How Warner Bros. Animators Responded to the Cold War (1948-1980)

Warner Bros. animators, under the leadership of Charles M. “Chuck” Jones, launched their own, albeit mild, counter attack when they introduced Marvin the Martian in 1948, several years before The Manchurian Candidate (1962), Fail Safe (1964), Seven Days in May (1964), Dr. Strangelove (1964), or Boris and Natasha, the Russian spies in the Rocky and Bullwinkle cartoons of the late 1950s and early 1960s.

Holocracy at Zappos

Zappos, the online clothing retailer and Amazon subsidiary, has spent the past year and a half conducting a peculiar experiment. It’s called holacracy, and it’s the somewhat radical notion that the employees of some companies—like Zappos—would function better without managers in the mix. At Zappos, the project began in late 2013, when chief executive Tony Hsieh announced that the company would eliminate all titles and managers and transition to a holacratic structure.

"English votes for English laws"

Mr Cameron said that unless the current rules are changed: “English MPs will be unable to vote on the income tax paid by people in Aberdeen and Edinburgh, while Scottish MPs are able to vote on the tax you pay in Birmingham or Canterbury or Leeds.

“It is simply unfair. And with English votes for English laws we will put it right.

“Because if you have basic constitutional unfairness like we’ve had, if you have the people in one part of the UK feeling like they are getting a raw deal, then resentment festers, and that undermines the bonds and the fellow-feeling that are the basis of the United Kingdom.”

Our dangerous new McCarthyism: Russia, Noam Chomsky and what the media’s not telling you about the new Cold War

It is time to attempt that hardest of things—to see ourselves for who we are, to see what it is we are doing and what is being done to us.

 Two things prompt the thought. We have the latest news on Washington’s confrontation with Russia, and we have a newly precipitous decline in the national conversation on this crisis. In my estimation, we reach dangerous new lows in both respects.

…Two, there can be no Cold War II because the Cold War as we knew it never ended.

Patrick Smith is the author of “Time No Longer: Americans After the American Century.” He was the International Herald Tribune’s bureau chief in Hong Kong and then Tokyo from 1985 to 1992.

Where Are Muckraking Journalists Today?

In its heyday, between 1903 and 1906, muckraking journalism was ubiquitous, urgent, influential. The “interests” (what we call today “special interests”) threatened the commonweal; the press attacked the interests. Even in the wake of TR’s tongue-lashing, investigative journalism continued to power Progressive reforms.

Where have all the muckrakers gone?

Jessica Dorman, a former president of The Harvard Crimson, is an assistant professor of American Studies at Pennsylvania State University at Harrisburg.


### Action item:
Filter the entries below, keeping only lines with "Sixes".

*** Material to process Section Begins ***

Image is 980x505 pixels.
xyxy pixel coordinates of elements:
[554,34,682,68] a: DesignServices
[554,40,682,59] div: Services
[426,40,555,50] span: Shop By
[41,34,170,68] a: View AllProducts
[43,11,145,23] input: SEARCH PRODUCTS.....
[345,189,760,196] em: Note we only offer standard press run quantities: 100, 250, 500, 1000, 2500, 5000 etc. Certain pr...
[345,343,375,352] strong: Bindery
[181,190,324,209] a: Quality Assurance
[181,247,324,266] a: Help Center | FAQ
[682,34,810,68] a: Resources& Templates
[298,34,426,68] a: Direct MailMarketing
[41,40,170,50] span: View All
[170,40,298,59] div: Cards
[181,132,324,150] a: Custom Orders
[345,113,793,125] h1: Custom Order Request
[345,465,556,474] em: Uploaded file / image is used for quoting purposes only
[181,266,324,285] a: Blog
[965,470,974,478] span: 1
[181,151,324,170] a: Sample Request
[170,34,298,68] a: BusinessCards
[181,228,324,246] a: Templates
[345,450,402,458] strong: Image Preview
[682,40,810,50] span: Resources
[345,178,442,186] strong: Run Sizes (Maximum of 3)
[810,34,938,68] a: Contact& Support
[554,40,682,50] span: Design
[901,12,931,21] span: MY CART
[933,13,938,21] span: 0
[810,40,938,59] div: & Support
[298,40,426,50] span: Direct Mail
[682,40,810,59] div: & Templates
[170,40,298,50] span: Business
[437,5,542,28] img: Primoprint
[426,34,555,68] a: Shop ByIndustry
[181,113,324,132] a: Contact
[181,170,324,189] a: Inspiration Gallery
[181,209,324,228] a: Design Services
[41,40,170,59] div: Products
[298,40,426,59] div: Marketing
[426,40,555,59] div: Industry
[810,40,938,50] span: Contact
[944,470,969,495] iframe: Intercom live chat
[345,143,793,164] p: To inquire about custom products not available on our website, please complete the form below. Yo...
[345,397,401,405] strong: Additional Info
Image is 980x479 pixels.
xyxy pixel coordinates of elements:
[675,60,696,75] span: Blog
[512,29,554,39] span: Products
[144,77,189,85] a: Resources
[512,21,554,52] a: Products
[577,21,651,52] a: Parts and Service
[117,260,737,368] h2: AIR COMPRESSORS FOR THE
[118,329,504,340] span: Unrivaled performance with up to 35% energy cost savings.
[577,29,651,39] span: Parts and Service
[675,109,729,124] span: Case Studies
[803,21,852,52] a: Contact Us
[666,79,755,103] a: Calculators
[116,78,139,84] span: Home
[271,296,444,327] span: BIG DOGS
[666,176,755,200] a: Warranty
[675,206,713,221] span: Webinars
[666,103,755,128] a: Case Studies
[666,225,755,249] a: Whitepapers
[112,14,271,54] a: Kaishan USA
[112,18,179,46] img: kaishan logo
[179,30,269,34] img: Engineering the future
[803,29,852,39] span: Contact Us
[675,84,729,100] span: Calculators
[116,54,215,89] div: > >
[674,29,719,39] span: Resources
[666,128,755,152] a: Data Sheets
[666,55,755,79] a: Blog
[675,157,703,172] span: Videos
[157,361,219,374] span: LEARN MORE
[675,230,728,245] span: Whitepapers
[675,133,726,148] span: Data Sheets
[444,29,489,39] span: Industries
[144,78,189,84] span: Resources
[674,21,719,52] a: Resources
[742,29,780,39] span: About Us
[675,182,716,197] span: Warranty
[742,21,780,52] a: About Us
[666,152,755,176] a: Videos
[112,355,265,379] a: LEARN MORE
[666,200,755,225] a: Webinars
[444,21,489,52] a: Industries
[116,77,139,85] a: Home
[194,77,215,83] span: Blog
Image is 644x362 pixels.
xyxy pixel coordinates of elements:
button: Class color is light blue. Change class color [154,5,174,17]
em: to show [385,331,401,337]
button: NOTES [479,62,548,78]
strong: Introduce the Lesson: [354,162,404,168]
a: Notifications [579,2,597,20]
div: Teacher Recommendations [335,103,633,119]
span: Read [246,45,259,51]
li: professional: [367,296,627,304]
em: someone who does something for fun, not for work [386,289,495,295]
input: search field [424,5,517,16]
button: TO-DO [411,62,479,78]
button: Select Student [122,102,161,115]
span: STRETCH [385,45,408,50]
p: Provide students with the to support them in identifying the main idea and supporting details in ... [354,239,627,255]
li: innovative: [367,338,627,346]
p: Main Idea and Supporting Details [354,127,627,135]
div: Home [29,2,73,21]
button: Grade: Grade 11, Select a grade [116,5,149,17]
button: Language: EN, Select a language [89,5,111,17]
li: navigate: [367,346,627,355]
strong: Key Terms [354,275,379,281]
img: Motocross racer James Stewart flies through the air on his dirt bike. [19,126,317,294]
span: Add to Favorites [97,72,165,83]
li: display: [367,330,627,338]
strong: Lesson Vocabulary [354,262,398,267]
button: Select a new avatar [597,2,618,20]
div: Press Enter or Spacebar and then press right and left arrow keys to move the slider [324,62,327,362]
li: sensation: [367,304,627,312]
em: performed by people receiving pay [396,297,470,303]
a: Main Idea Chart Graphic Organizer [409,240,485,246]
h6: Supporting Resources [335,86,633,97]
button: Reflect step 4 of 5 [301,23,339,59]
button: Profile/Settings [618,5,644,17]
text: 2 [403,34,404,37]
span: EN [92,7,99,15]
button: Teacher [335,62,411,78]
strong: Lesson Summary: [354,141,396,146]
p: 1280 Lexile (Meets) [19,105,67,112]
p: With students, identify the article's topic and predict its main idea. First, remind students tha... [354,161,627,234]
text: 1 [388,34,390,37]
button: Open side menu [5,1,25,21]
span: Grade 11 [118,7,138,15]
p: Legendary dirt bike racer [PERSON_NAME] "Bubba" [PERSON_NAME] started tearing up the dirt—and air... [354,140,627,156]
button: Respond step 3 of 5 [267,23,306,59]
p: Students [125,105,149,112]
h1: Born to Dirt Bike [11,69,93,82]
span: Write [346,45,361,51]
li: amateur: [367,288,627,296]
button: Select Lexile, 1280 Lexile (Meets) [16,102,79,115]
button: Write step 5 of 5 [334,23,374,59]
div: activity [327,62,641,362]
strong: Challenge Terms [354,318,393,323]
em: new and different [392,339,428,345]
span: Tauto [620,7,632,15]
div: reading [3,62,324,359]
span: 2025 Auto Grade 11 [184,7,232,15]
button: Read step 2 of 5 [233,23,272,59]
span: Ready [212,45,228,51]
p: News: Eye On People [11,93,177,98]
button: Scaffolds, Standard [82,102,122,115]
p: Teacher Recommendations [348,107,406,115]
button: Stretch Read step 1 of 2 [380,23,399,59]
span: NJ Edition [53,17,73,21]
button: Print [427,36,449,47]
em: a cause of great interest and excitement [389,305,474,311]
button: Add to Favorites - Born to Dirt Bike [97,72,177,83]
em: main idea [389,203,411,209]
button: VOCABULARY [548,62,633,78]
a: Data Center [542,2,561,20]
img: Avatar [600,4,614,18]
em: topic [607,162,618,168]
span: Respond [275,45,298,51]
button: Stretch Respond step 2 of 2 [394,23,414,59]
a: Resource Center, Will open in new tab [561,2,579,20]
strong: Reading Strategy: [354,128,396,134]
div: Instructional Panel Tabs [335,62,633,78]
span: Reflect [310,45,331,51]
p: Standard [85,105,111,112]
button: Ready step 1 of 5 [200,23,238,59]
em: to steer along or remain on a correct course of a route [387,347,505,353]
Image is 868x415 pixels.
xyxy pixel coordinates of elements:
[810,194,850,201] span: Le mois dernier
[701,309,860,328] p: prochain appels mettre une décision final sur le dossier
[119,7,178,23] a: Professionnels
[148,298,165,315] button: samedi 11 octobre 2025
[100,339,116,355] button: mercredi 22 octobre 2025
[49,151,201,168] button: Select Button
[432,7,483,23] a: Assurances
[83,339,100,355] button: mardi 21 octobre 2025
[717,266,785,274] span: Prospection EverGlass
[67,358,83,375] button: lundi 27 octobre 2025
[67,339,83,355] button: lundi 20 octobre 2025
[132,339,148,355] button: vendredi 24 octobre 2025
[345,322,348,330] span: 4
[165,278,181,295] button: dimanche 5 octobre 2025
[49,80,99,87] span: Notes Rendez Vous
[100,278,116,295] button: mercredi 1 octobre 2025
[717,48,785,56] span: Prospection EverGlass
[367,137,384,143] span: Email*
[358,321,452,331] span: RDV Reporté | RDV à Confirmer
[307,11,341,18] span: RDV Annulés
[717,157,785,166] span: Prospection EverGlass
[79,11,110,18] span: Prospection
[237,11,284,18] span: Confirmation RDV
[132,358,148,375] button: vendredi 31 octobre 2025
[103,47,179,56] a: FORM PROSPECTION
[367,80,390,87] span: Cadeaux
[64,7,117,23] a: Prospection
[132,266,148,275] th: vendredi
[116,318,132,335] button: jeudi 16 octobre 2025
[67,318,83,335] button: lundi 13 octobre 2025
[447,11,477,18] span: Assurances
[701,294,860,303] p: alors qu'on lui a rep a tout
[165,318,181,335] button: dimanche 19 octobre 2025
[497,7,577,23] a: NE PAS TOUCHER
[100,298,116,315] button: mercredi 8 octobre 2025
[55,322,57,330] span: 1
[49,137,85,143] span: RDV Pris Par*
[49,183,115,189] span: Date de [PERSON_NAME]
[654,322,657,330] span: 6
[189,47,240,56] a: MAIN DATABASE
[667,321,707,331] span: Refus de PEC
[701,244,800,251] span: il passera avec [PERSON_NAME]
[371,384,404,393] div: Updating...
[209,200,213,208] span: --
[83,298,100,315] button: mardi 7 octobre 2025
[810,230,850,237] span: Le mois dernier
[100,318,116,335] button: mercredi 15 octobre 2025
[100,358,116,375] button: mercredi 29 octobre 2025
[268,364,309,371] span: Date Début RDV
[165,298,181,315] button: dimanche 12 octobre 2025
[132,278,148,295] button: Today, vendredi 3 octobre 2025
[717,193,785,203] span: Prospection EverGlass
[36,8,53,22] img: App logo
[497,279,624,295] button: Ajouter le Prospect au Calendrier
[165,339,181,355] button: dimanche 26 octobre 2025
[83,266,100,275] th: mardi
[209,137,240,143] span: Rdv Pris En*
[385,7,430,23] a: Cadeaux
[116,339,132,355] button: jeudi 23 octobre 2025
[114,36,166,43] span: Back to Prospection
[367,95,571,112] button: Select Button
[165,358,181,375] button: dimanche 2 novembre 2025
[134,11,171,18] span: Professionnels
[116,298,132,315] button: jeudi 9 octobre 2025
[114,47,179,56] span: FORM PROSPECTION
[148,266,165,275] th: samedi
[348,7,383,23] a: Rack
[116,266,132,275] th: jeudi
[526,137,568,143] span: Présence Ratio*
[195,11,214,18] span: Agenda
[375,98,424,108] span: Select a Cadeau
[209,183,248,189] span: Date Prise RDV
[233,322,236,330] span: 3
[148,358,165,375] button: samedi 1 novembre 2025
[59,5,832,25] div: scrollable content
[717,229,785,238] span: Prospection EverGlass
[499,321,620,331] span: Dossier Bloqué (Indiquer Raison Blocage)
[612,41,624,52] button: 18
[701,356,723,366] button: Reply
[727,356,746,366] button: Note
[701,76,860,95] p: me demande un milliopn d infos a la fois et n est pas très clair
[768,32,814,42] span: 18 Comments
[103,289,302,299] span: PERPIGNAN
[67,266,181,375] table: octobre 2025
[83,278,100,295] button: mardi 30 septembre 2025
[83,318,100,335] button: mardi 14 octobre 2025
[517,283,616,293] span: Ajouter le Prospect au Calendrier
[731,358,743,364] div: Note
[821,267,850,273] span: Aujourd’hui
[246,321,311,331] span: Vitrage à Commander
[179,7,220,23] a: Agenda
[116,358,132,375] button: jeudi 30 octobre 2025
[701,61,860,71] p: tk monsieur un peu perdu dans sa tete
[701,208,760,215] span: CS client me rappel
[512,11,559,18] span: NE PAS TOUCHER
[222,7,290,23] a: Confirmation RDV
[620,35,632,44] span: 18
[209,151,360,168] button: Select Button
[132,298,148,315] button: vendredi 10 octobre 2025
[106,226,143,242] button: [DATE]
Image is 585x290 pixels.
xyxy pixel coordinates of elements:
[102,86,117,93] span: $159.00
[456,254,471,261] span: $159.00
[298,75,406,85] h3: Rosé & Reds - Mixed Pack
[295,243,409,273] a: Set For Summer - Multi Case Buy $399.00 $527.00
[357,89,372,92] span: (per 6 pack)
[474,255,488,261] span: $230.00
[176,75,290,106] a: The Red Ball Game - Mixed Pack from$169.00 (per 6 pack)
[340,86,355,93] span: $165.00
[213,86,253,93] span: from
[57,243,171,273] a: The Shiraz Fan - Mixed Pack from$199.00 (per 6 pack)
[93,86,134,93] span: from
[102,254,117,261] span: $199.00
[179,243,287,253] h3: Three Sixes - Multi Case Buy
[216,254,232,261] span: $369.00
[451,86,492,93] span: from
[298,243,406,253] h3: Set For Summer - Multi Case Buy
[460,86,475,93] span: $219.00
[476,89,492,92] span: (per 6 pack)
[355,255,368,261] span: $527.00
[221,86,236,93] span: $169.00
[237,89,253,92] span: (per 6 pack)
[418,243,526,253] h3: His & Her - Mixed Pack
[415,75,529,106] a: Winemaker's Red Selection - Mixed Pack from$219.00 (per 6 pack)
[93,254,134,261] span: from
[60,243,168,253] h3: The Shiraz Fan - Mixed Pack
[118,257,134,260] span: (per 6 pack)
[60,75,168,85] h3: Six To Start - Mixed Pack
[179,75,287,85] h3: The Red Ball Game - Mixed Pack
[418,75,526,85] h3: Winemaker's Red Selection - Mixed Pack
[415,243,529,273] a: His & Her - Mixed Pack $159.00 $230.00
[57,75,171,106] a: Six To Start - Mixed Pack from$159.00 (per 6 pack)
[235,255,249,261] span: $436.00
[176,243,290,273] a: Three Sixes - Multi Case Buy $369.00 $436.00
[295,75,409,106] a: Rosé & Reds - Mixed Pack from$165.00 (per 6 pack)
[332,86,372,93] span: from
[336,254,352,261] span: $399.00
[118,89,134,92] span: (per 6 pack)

*** Material to process Section Ends ***

### Written response:
[179,243,287,253] h3: Three Sixes - Multi Case Buy
[176,243,290,273] a: Three Sixes - Multi Case Buy $369.00 $436.00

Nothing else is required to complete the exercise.